Discover the most magical spots to pitch your tent or park your rig on your next Bruce Peninsula National Park adventure.
Camp on an island, snorkel for shipwrecks, or hike along Georgian Bay.
If you don’t expect Canada to have Caribbean blue waters, rocky grottos, or shipwrecks lying beneath the bay, then perhaps you haven’t visited Ontario’s Bruce Peninsula. Close enough for a long weekend road trip from Toronto, Bruce Peninsula National Park, where you can explore waterside caves and hike the Bruce Trail along scenic Georgian Bay, is based around the village of Tobermory. From Tobermory’s Little Tub Harbour, you can catch a boat to the offshore Fathom Five National Marine Park to check out the unusual “flowerpot” rock formations, snorkel or scuba dive to more than 20 shipwrecks, or go camping on a secluded island.
Bruce Peninsula and Fathom Five can be extremely crowded mid-June through September and on holiday weekends spring through fall. Come midweek if you visit in summer, but better alternatives are the first half of October, with beautiful foliage and crisp autumn weather, or the somewhat less busy spring (May through early June). While Bruce Peninsula National Park stays open through the often-snowy winters for snowshoeing and cross-country skiing, most visitor facilities and many Tobermory businesses are closed.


Work request ::
Should an entry include a picture, omit the picture and still repeat everything else exactly.

### Records to process ###

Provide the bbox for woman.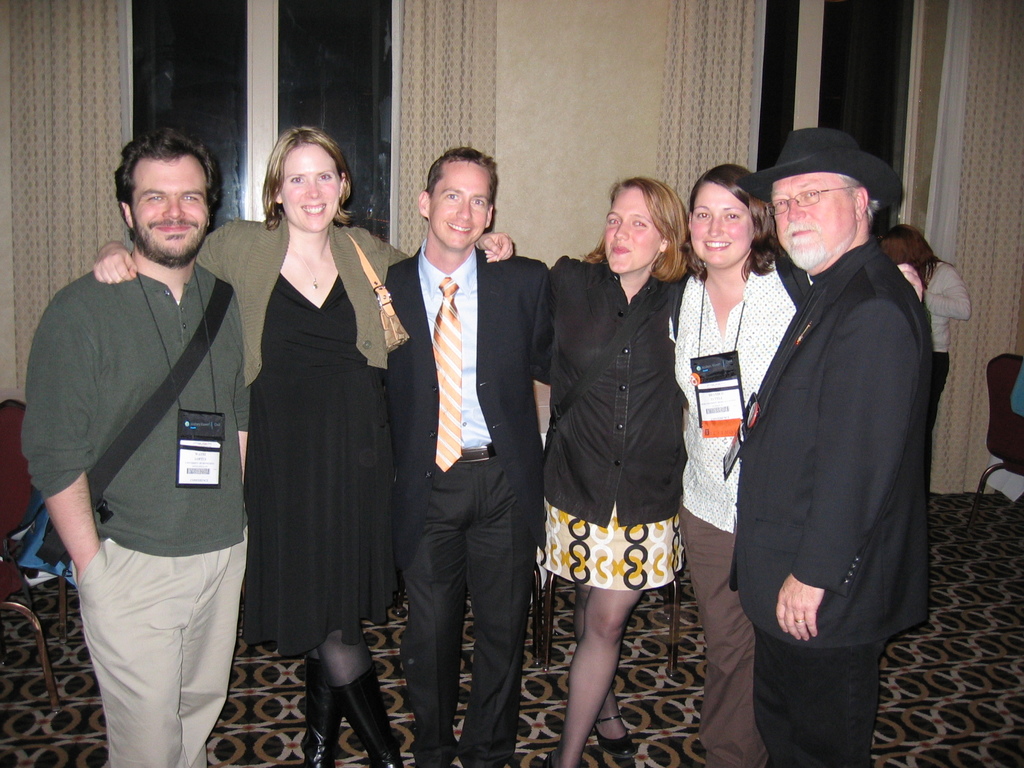
(left=874, top=224, right=970, bottom=406).
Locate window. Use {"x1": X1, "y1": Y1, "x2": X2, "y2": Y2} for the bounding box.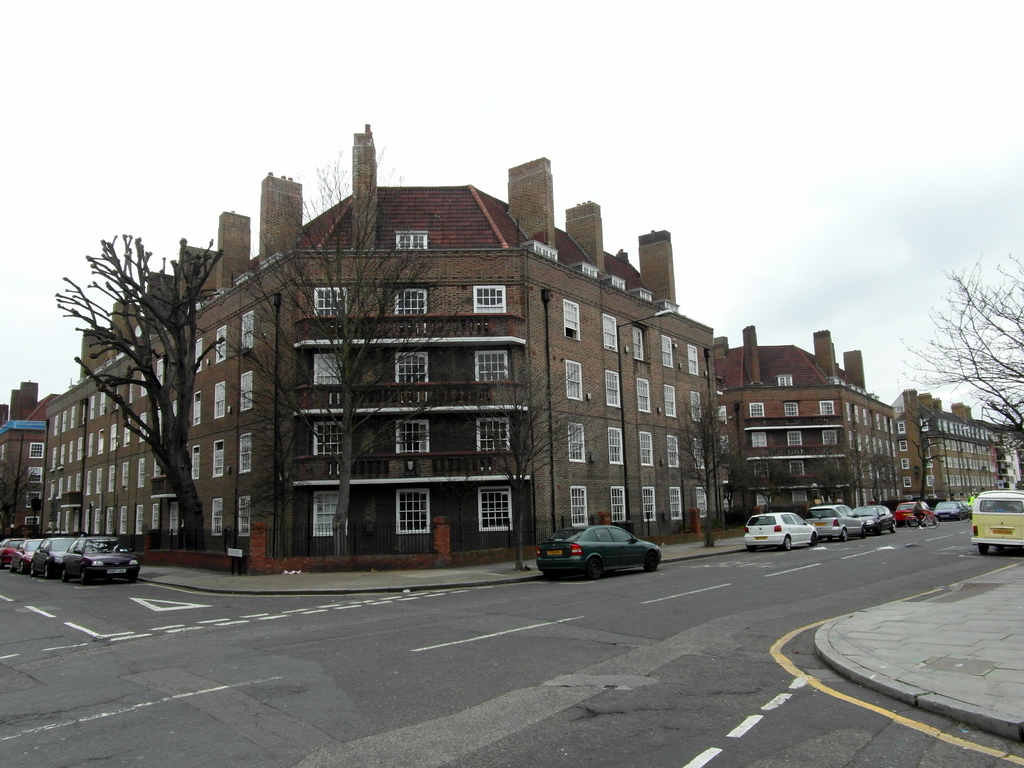
{"x1": 474, "y1": 420, "x2": 509, "y2": 454}.
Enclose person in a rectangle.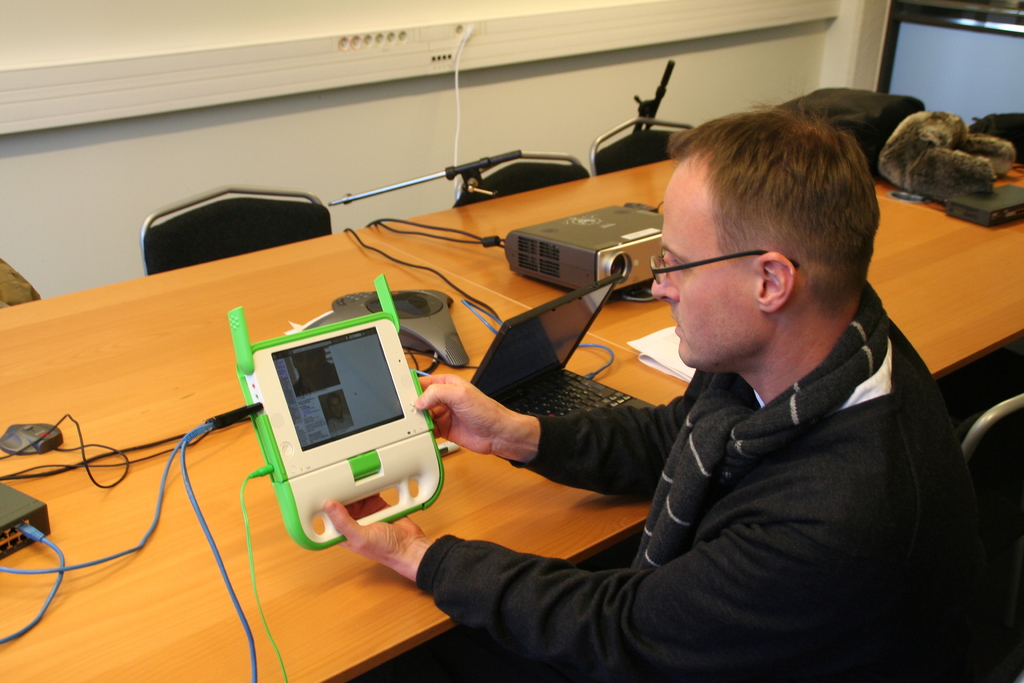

###

Exercise answer ::
Provide the bbox for woman.
(left=874, top=224, right=970, bottom=406).
Locate window. Use {"x1": X1, "y1": Y1, "x2": X2, "y2": Y2} for the bounding box.
{"x1": 474, "y1": 420, "x2": 509, "y2": 454}.
Enclose person in a rectangle.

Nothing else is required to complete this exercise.